**Aim of the task:** Omit the pictures and copy the entries exactly.

Collected data
-- Opening Marker --

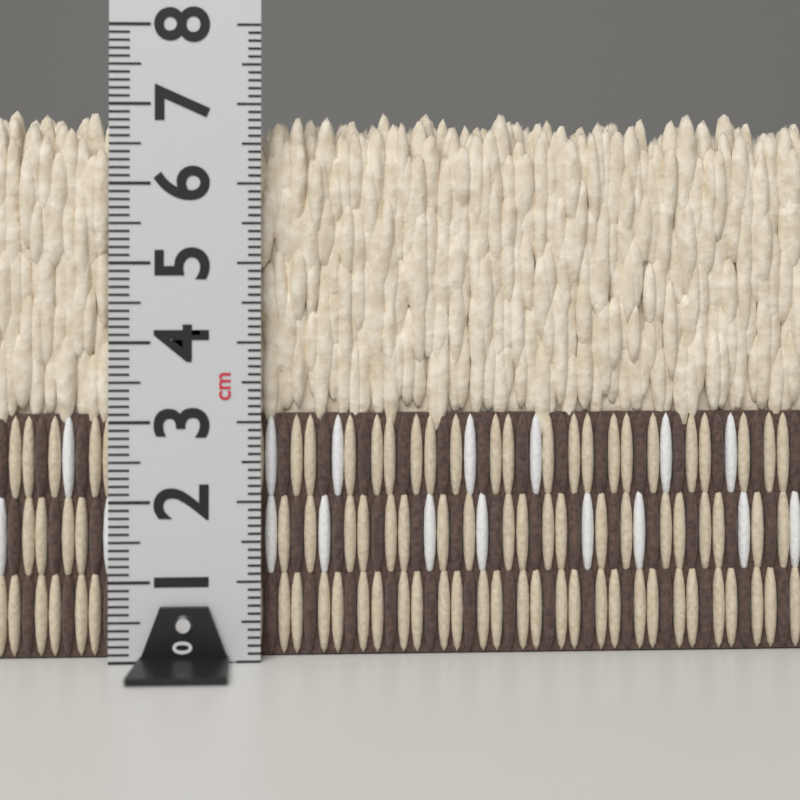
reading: 7.0 cm
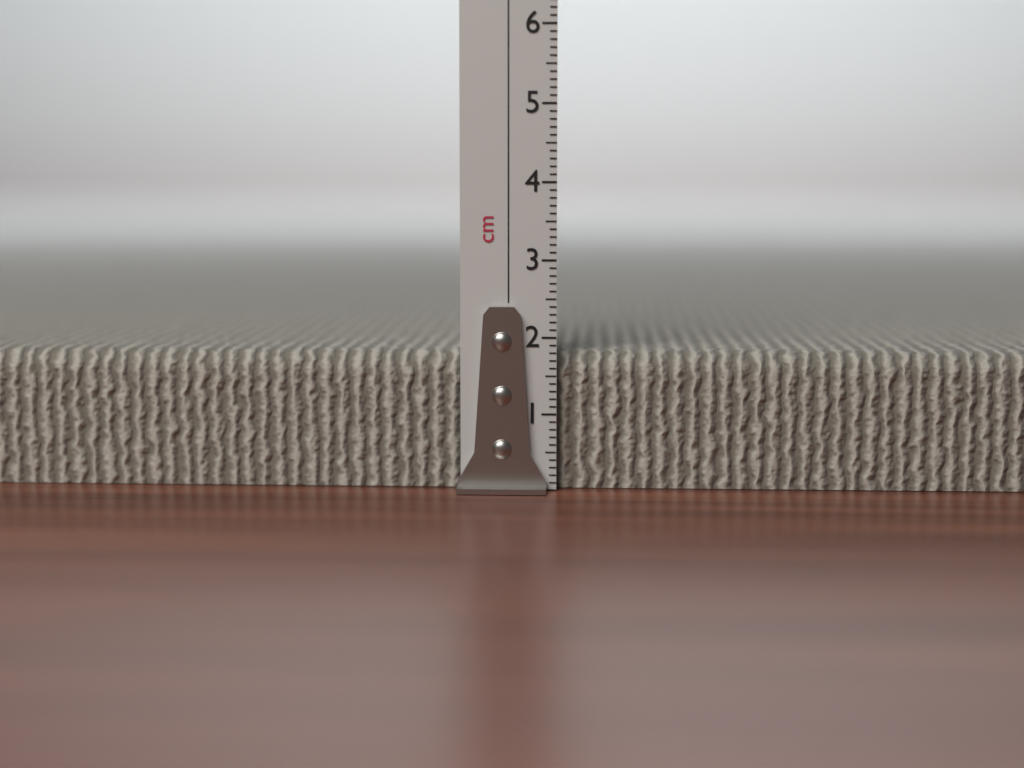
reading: 1.8 cm
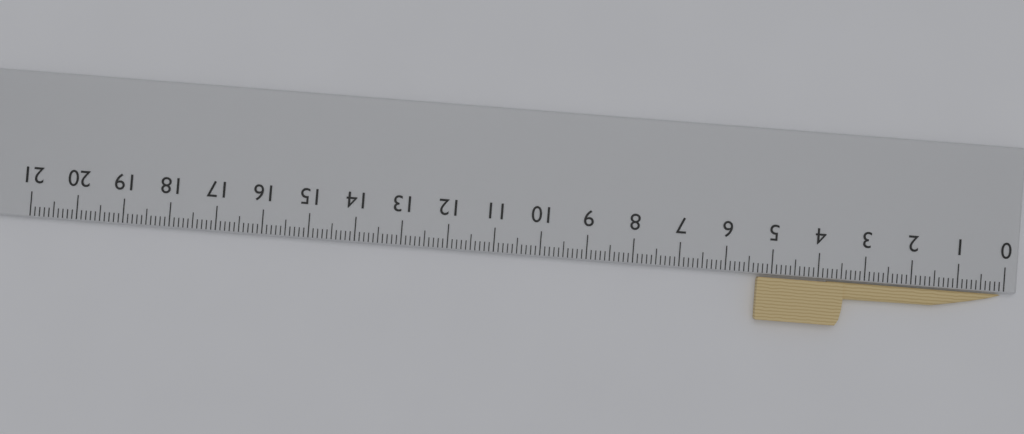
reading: 5.3 cm
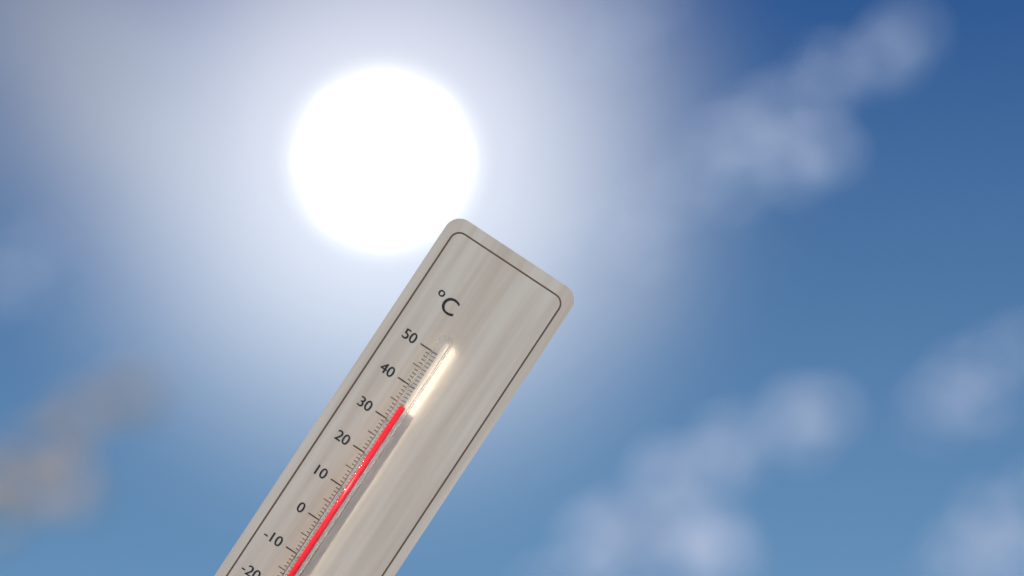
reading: 35 °C
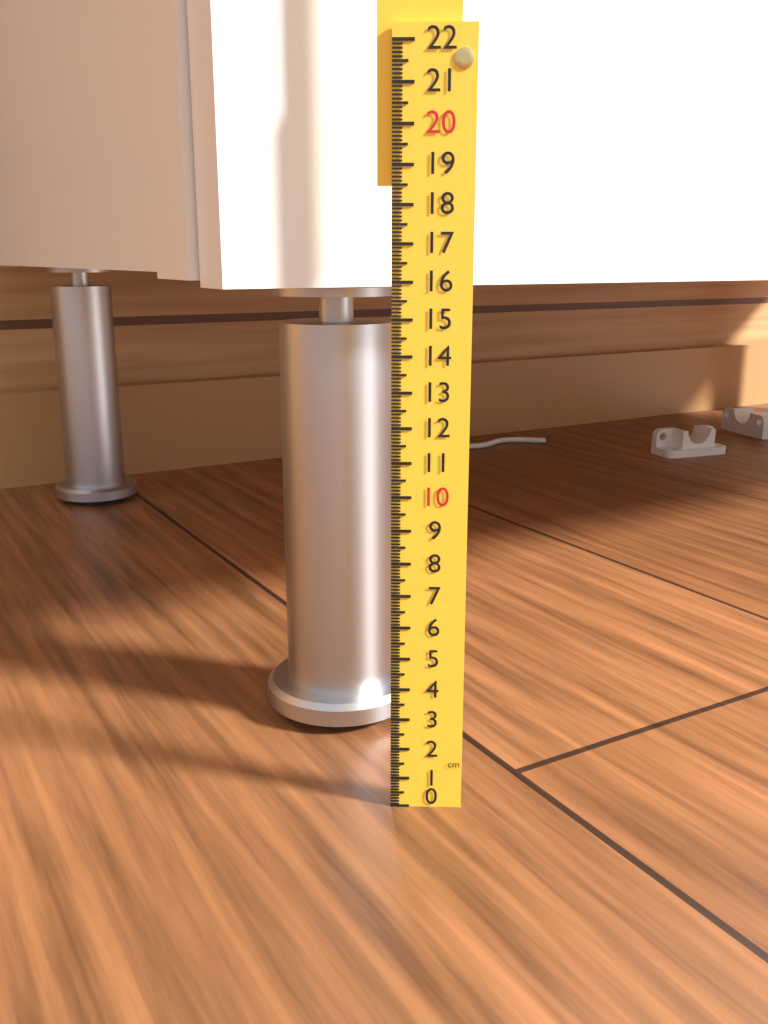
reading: 15.7 cm
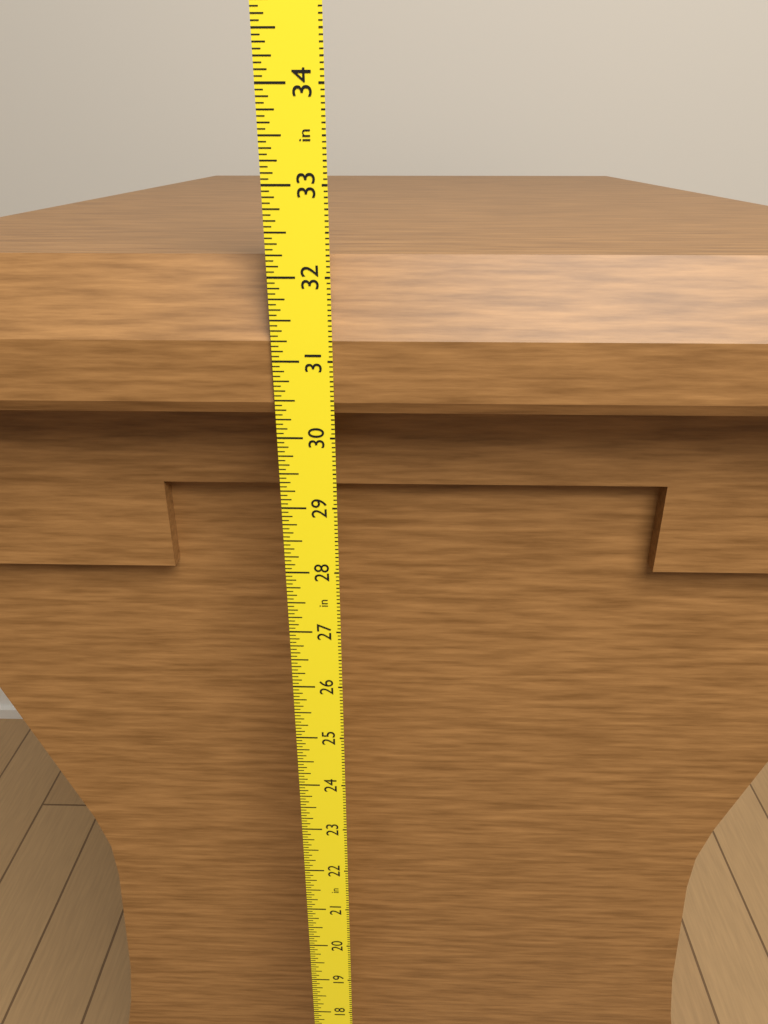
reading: 32.1875 in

-- Closing Marker --

**Reply:**
reading: 7.0 cm
reading: 1.8 cm
reading: 5.3 cm
reading: 35 °C
reading: 15.7 cm
reading: 32.1875 in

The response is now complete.